Accounts payable is one of the most labour-intensive bookkeeping functions in most small to medium businesses. A typical AP workflow — receiving invoices by email, keying them into the accounting system, matching to purchase orders, routing for approval, scheduling payment — can consume hours per week even for a relatively small supplier base.
Automation does not eliminate the bookkeeper from this process. It eliminates the data entry and matching work so the bookkeeper can focus on exception handling, supplier relationship management, and cash flow optimisation.
The core AP workflow and where automation helps
Invoice capture The first bottleneck is getting invoice data into the system accurately. OCR (optical character recognition) tools read PDFs and extract supplier name, ABN, invoice number, date, and line items. Modern tools (Dext, Hubdoc, AutoEntry, and the built-in capture in Xero and MYOB) achieve 90%+ accuracy on clean supplier invoices.
The remaining 10% — handwritten invoices, unusual formats, partial matches — requires human review. The bookkeeper becomes a reviewer and exception handler rather than a typist.
Three-way matching For businesses with purchase orders, automated three-way matching compares the invoice against the PO and goods receipt. Discrepancies surface as exceptions. Without automation, this is purely manual.
Approval workflows Automated routing sends invoices to the correct approver based on supplier, amount, or GL code. The approver receives an email, clicks approve, and the invoice proceeds. No paper, no chasing.
Payment processing Batch payment files generated from approved invoices can be uploaded directly to bank portals, or processed through integrated payment solutions. ABA file generation for Australian bank uploads is standard in most major accounting platforms.
Key platforms for the Australian market
Xero with Hubdoc or Dext Xero is dominant in the Australian SME market. Hubdoc (acquired by Xero) is included in most Xero plans. Dext (formerly Receipt Bank) is the third-party alternative with broader document handling capabilities. Either integrates cleanly with Xero and handles both supplier invoices and expense receipts.
MYOB with MYOB Capture For MYOB users, the native MYOB Capture app handles receipt and invoice scanning with OCR. Integration with MYOB Essentials and AccountRight is seamless.
ApprovalMax Purpose-built approval workflow tool that integrates with Xero and MYOB. Useful for businesses where multi-level approval (e.g., department head then finance manager) is required. Particularly common in not-for-profits and businesses with complex cost centre structures.
Lightyear Australian-built AP automation platform with strong line-item extraction and supplier management. Popular in food service and hospitality where supplier invoices have many line items.
BILL (formerly Bill.com) Used by larger practices advising US-connected businesses. Less common in the Australian SME market but available through Xero integration.
Evaluating the right solution
The right automation level depends on:
Volume: A business with 50 invoices per month can be handled with Hubdoc/Dext and basic Xero workflows. A business with 500 invoices per month warrants a more sophisticated platform with formal approval workflows.
Supplier diversity: Businesses with many different suppliers benefit most from OCR automation. Businesses with a small number of large suppliers (utilities, one major raw material supplier) may find manual entry adequate.
Payment complexity: Businesses paying multiple suppliers in different currencies, or with complex internal cost allocation, benefit from dedicated AP platforms.
Record-keeping compliance
Automated AP systems create a digital audit trail that exceeds what manual processes provide. Every invoice is timestamped on receipt, approval actions are logged with the approver and timestamp, and payment records link directly to bank transactions.
For ATO audit purposes, this trail is an asset. The ATO accepts digital records in lieu of paper originals if the records are complete, unaltered, and accessible. The 5-year record retention requirement applies equally to digital records.
Common implementation mistakes
Not cleaning up the supplier master list first. Importing a messy supplier list into an automated system amplifies the mess. Before implementation, deduplicate suppliers, standardise naming conventions, and confirm ABNs.
Skipping the training step for approvers. Approval workflows only work if approvers use them. A one-page guide on how to approve an invoice in the new system prevents the common regression of approvers emailing the bookkeeper to approve invoices manually.
Over-automating too quickly. Start with capture and coding automation, prove the accuracy, then add approval workflows, then payment automation. Each stage builds confidence and allows issues to be caught before they affect payment timing.
The bookkeeper role in an automated AP environment
In a well-implemented automated AP system, the bookkeeper role shifts from data entry to:
- Reviewing and correcting OCR exceptions
- Managing the supplier master list and coding rules
- Monitoring approval queues for stalled invoices
- Reconciling AP ledger to supplier statements
- Optimising payment timing for cash flow purposes
This is higher-value work and positions the bookkeeper as a financial process specialist rather than a data entry operator.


### PROBLEM TO SOLVE
From the records below, take each line where the string "Total" shows up and copy it.
○ ○ ○ ○ ○
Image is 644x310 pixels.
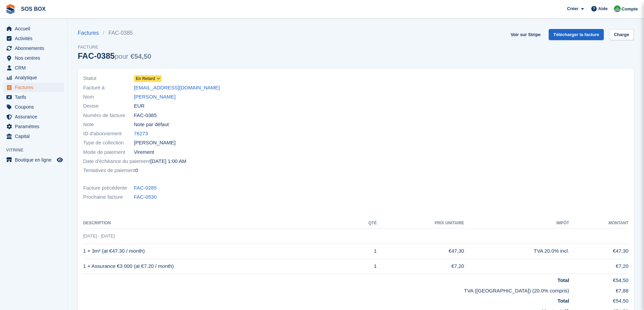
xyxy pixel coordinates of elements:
span: Note par défaut [134,120,169,129]
a: menu [4,122,64,131]
img: stora-icon-8386f47178a22dfd0bd8f6a31ec36ba5ce8667c1dd55bd0f319d3a0aa187defe.svg [6,4,15,14]
th: Prix unitaire [376,218,464,229]
a: menu [4,155,64,165]
a: 76273 [134,130,148,138]
span: Boutique en ligne [14,155,55,165]
a: menu [4,24,64,34]
span: Assurance [14,112,55,121]
span: Vitrine [6,146,67,153]
span: Capital [14,132,55,142]
td: €54,50 [569,295,629,305]
a: menu [4,43,64,53]
span: Facture précédente [83,184,134,192]
span: Tentatives de paiement [83,167,135,174]
span: En retard [136,76,155,82]
td: 1 [352,259,376,274]
span: FAC-0385 [134,112,157,119]
th: Montant [569,218,629,229]
span: [PERSON_NAME] [134,139,175,146]
a: menu [4,73,64,83]
span: Facture [78,44,151,51]
time: 2025-06-01 23:00:00 UTC [150,158,186,166]
a: menu [4,102,64,112]
strong: Total [557,297,569,303]
td: 1 [352,244,376,259]
span: pour [115,53,128,60]
nav: breadcrumbs [78,29,151,38]
span: Créer [567,6,578,13]
span: Activités [14,34,55,43]
span: Aide [598,6,607,13]
span: EUR [134,102,145,110]
span: Accueil [14,24,55,34]
span: Note [83,120,134,129]
a: FAC-0285 [134,184,157,192]
a: [EMAIL_ADDRESS][DOMAIN_NAME] [134,84,220,91]
th: Description [83,218,352,229]
span: [DATE] - [DATE] [83,234,115,239]
td: €7,20 [569,259,629,274]
span: €54,50 [130,53,151,60]
img: Fabrice [613,6,620,13]
a: FAC-0530 [134,194,157,201]
span: Nom [83,93,134,101]
div: FAC-0385 [78,51,151,61]
span: ID d'abonnement [83,130,134,138]
a: Charge [609,29,633,40]
div: TVA 20.0% incl. [464,247,569,255]
span: Factures [14,83,55,92]
a: Factures [78,29,103,38]
span: Tarifs [14,92,55,102]
td: €47,30 [569,244,629,259]
a: Voir sur Stripe [507,29,543,40]
span: Mode de paiement [83,148,134,156]
span: Compte [622,6,637,13]
a: menu [4,132,64,142]
span: Coupons [14,102,55,112]
td: €47,30 [376,244,464,259]
a: SOS BOX [18,4,48,14]
a: Télécharger la facture [549,29,604,40]
span: Type de collection [83,139,134,146]
a: menu [4,34,64,43]
span: CRM [14,64,55,72]
a: [PERSON_NAME] [134,93,175,101]
a: menu [4,83,64,92]
span: Nos centres [14,53,55,63]
a: menu [4,64,64,72]
td: €7,88 [569,284,629,295]
span: Statut [83,74,134,83]
td: 1 × 3m² (at €47.30 / month) [83,244,352,259]
a: menu [4,53,64,63]
strong: Total [557,277,569,283]
td: TVA ([GEOGRAPHIC_DATA]) (20.0% compris) [83,284,569,295]
th: Qté [352,218,376,229]
td: €7,20 [376,259,464,274]
a: menu [4,112,64,121]
td: €54,50 [569,274,629,284]
span: Abonnements [14,43,55,53]
a: En retard [134,74,162,83]
span: 0 [135,167,138,174]
span: Date d'échéance du paiement [83,158,150,166]
span: Prochaine facture [83,194,134,201]
a: Boutique d'aperçu [56,156,64,164]
span: Numéro de facture [83,112,134,119]
span: Virement [134,148,154,156]
th: Impôt [464,218,569,229]
span: Paramètres [14,122,55,131]
span: Devise [83,102,134,110]
td: 1 × Assurance €3 000 (at €7.20 / month) [83,259,352,274]
a: menu [4,92,64,102]
span: Facturé à [83,84,134,91]
span: Analytique [14,73,55,83]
○ ○ ○ ○ ○
### RESPONSE TO THIS TASK
strong: Total [557,297,569,303]
strong: Total [557,277,569,283]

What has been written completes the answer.